I think the other thing you can do with a familiar trope is kind of deconstruct it - forget all you "know" about the trope, and re-approach it as if it were a new idea.  *Not* building on the familiar way in which it's usually presented can be a great way to keep it fresh without subverting it.

Opaopajr

Subversion is good, but in a jaded time (where we have hundreds of tv channels and thousands of of competing sources to entertain you) it has become its own tired trope. Whenever you pull "the blue is really red!" it has to be something that draws little suspicion to itself for quite awhile. And in this modern age of explicit and NOW! and Xtreme! it is like a lost art. Not my first recommendation due to its current challenging nature.

An easier way to maintain interest is minor variations, such as shades, tints, hues, and sharpness. Minor variations, little details that breathe life, adjusts the trope into the setting framework more believably.

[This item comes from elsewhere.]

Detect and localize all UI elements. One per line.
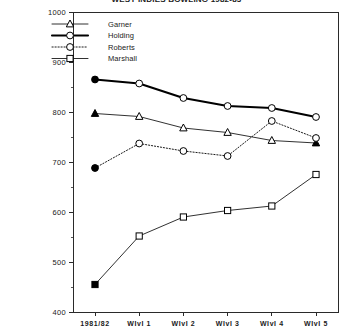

Basically you are adjusting on a minor scale the object's brightness (tints and shades), hues (bold or muddy), and focus (crisp or blurry) amid its surrounding context. And you can do lots of neat tricks with that, such as an impressionistic setting with a Tragic Figure within done up in baroque realism.

And then there's always tupperware. Remember to save some for later. Often times I'll see a thread of a trope start, and it'll only last two or so sessions. Time really is the great equalizer, as Ravenwing said. All that deconstructive focus our culture has honed becomes weakened in the face of taxing our short attention spans.